Investigating the recall efficiency in abstractive summarization: an experimental based comparative study

Indonesian Journal of Electrical Engineering and Computer Science

Investigating the recall efficiency in abstractive summarization: an experimental based comparative study

Abstract

This study explores text summarization, a critical component of natural language processing (NLP), specifically targeting scientific documents. Traditional extractive summarization, which relies on the original wording, often results in disjointed sequences of sentences and fails to convey key ideas concisely. To address these issues and ensure comprehensive inclusion of relevant details, our research aims to improve the coherence and completeness of summaries. We employed 25 different large language models (LLMs) to evaluate their performance in generating abstractive summaries of scholarly scientific documents. A recall-oriented evaluation of the generated summaries revealed that LLMs such as 'Claude v2.1,' 'PPLX 70B Online,' and 'Mistral 7B Instruct' demonstrated exceptional performance with ROUGE-1 scores of 0.92, 0.88, and 0.85, respectively, supported by high precision and recall values from bidirectional encoder representations from transformers (BERT) scores (0.902, 0.894, and 0.888). These findings offer valuable insights for NLP researchers, laying the foundation for future advancements in LLMs for summarization. The study highlights potential improvements in text summarization techniques, benefiting various NLP applications.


_GOAL OF THE EXERCISE_.
Answer with the exact lines of the following material from the one containing "This screenshot has width=723, height=353." through the one containing "The height and", both end lines included.

_AVAILABLE DATA_.
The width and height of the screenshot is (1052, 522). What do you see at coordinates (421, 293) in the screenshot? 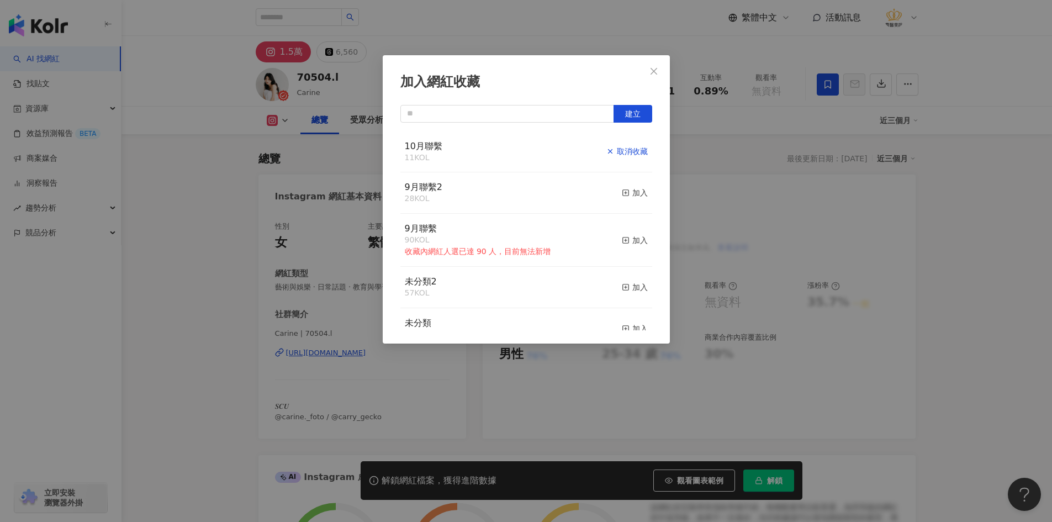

---

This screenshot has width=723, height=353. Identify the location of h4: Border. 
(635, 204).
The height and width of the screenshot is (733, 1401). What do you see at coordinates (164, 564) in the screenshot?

* * *

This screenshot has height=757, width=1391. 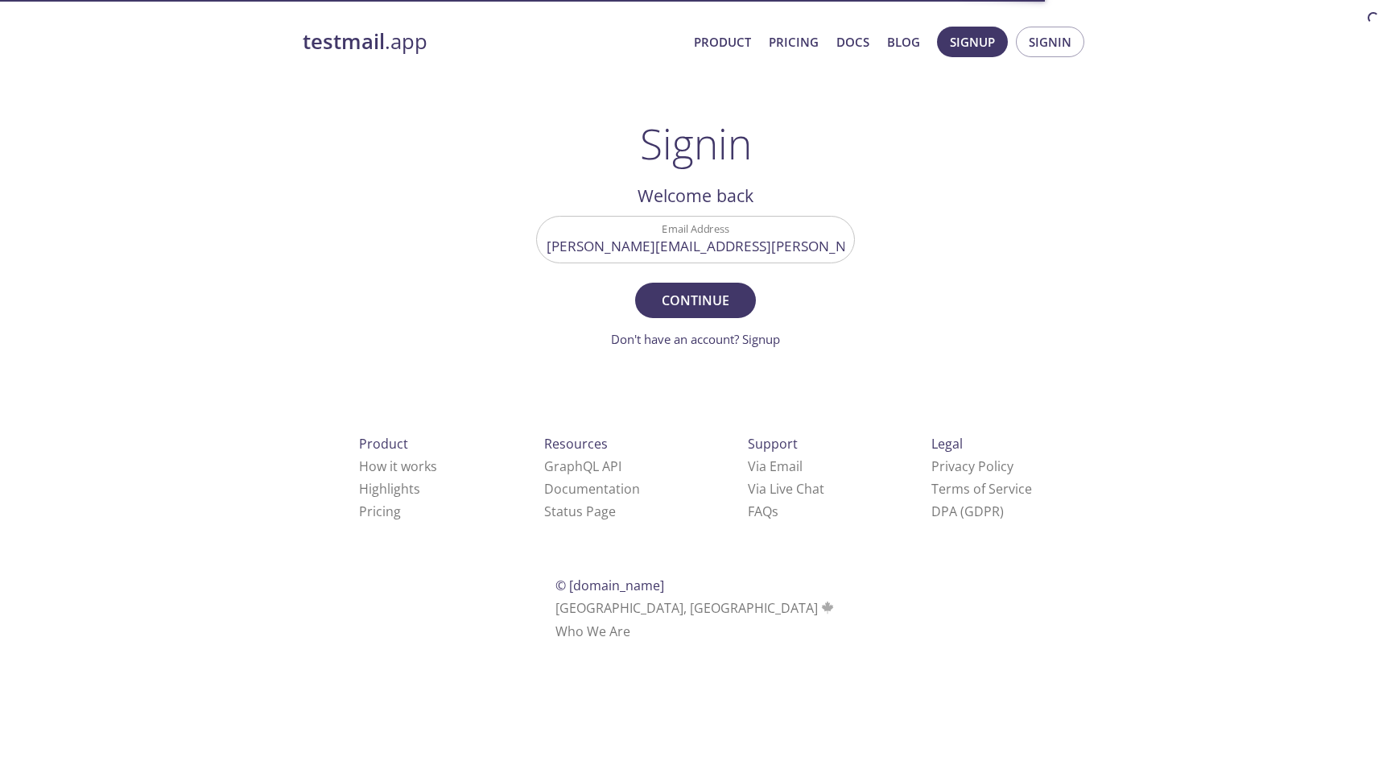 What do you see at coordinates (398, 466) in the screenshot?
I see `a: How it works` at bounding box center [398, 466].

_RESULT FOR THIS TASK_.
This screenshot has width=723, height=353. Identify the location of h4: Border. 
(635, 204).
The height and width of the screenshot is (733, 1401). What do you see at coordinates (164, 564) in the screenshot?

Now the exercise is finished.